Layson, from what he knew of Barbara Holton, scarcely thought she would. He could not make his fancy paint a picture of the haughty lowlands beauty showing much consideration for this little mountain waif; but he did not say so. He answered hesitatingly, and she noticed it.
“You don’t think she’ll like me!” she exclaimed.
“I didn’t say so. Certainly she’ll like you. Who could help it, Madge?” He smiled. It did not seem to him, as his eyes studied her, that anybody of sound sense could.

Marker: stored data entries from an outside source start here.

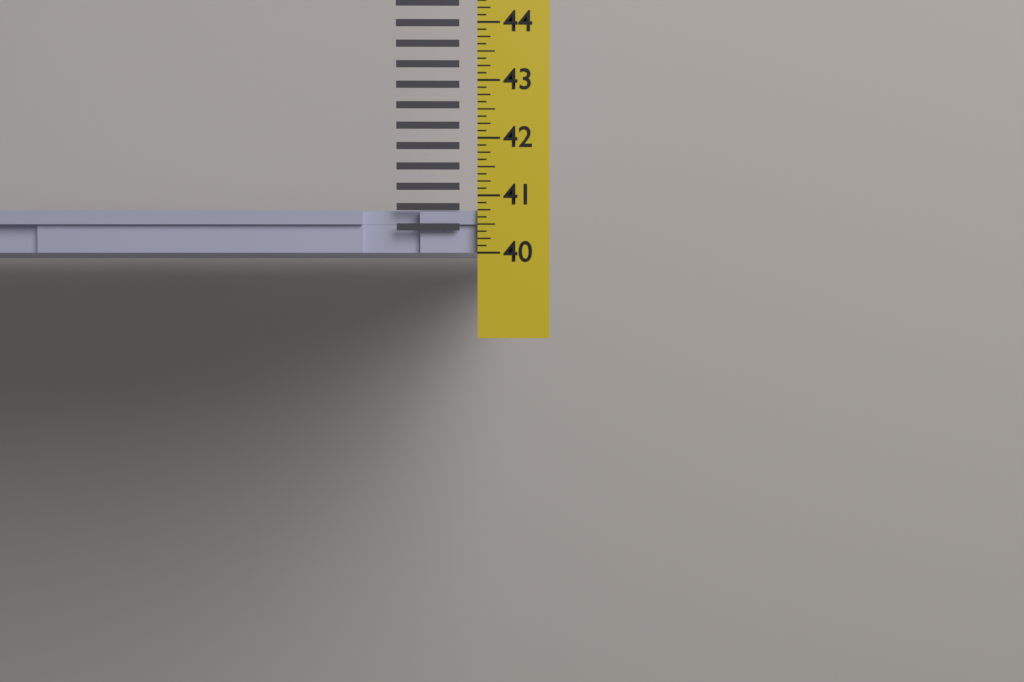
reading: 40.750 in
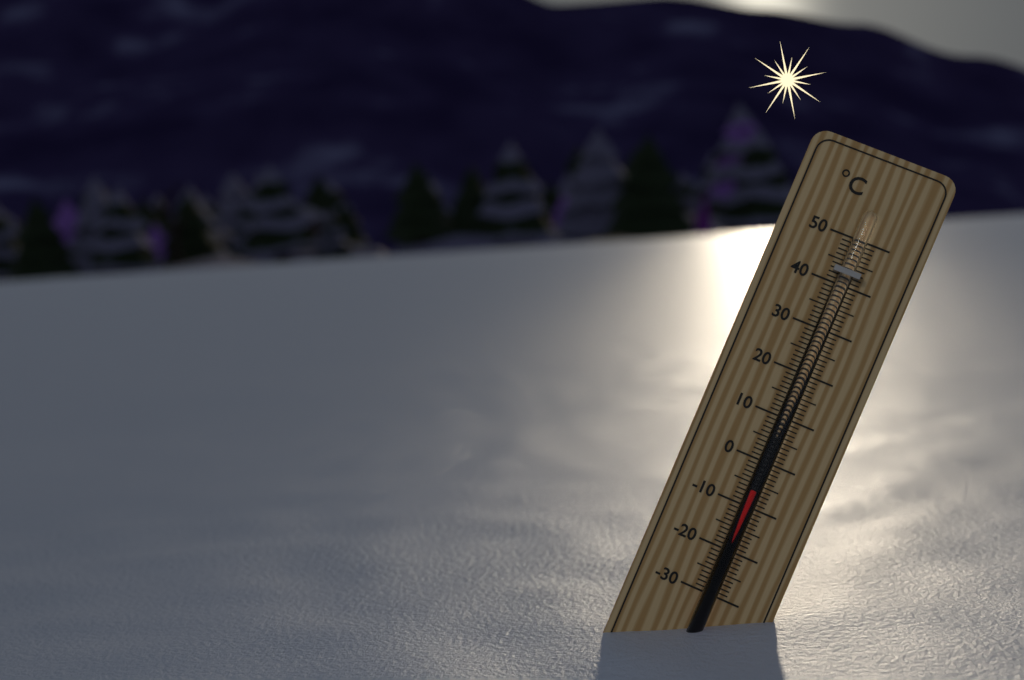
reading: -6 °C
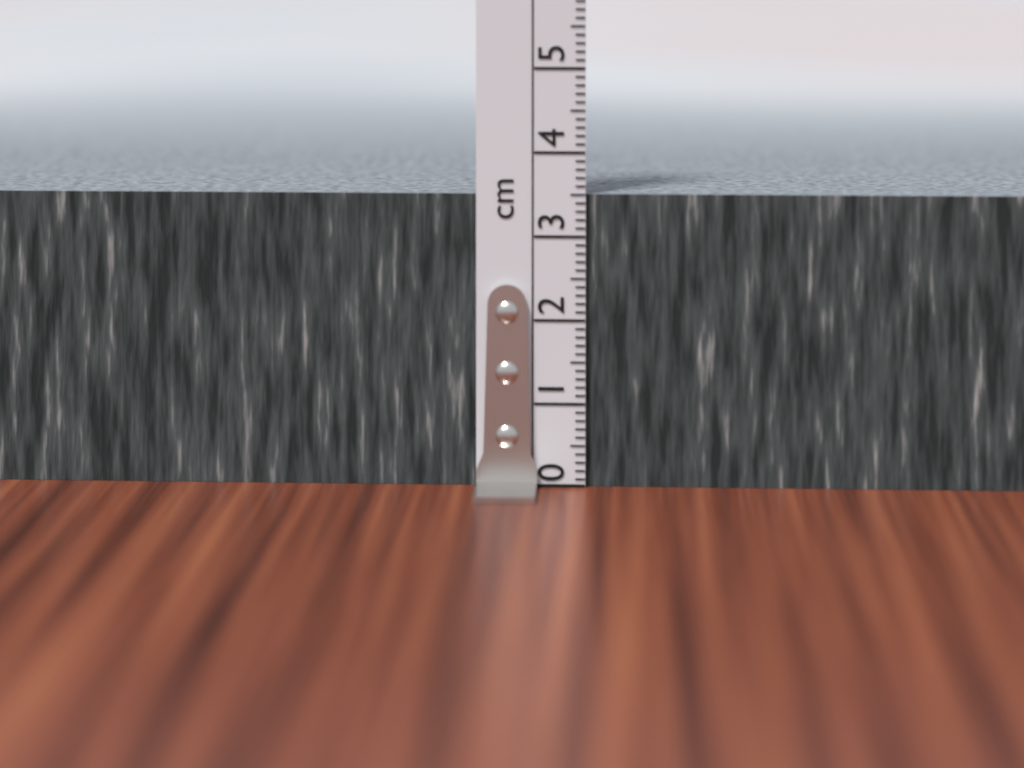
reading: 3.5 cm
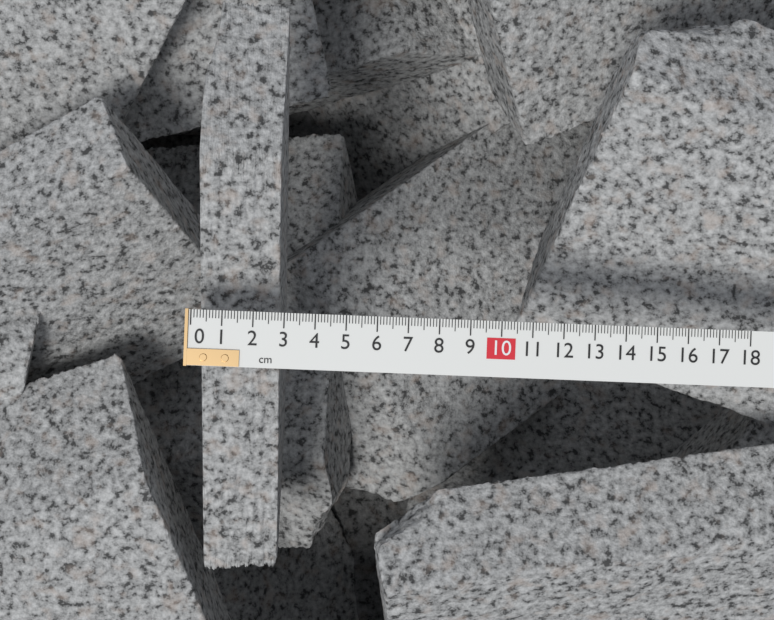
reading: 2.7 cm
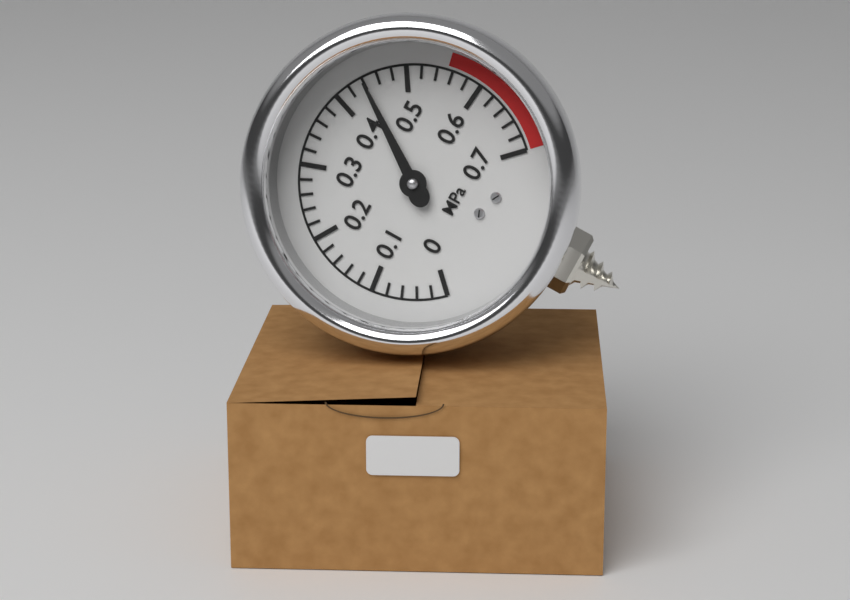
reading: 0.44 MPa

She sighed. “A woman could.” She spoke with an instinctive wisdom which her isolated life among the crags and peaks had not deprived her of. “A woman always can. But, my, I hope she will!”
“She will,” said Frank. “She will. And my dear Aunt—oh, you will love her.”
“Miss Aluth—Aluth—?” She stopped, questioningly, still bothered by the name.
“Miss Alathea,” he prompted. “She’ll like you and you’ll love her.”
The girl smiled happily. “Uh-huh.” Her acquiescence was immediate. “Reckon maybe I’ll love her, all right, and I hope the other will come true, too.” Suddenly she was stricken with a fear. “But she won’t, though—dressed the way I be!”
“What you wear would make no difference to my Aunt Alathea,” Frank protested, “any more than it would make to Colonel Doolittle.”
She did not speak again for quite a time, walking along the narrow mountain-path with eyes fixed, but unseeing, on the trail. It was plain that in her mind grave problems were being closely studied.
“Maybe,” she said, at length, “I won’t be so very awful as you think!”
They had reached the path which led first to the bridge across the mountain-chasm making the rock on which her cabin stood an island, and then, across this draw-bridge, to the cabin itself. She waved a gay and unexpected good-bye to him.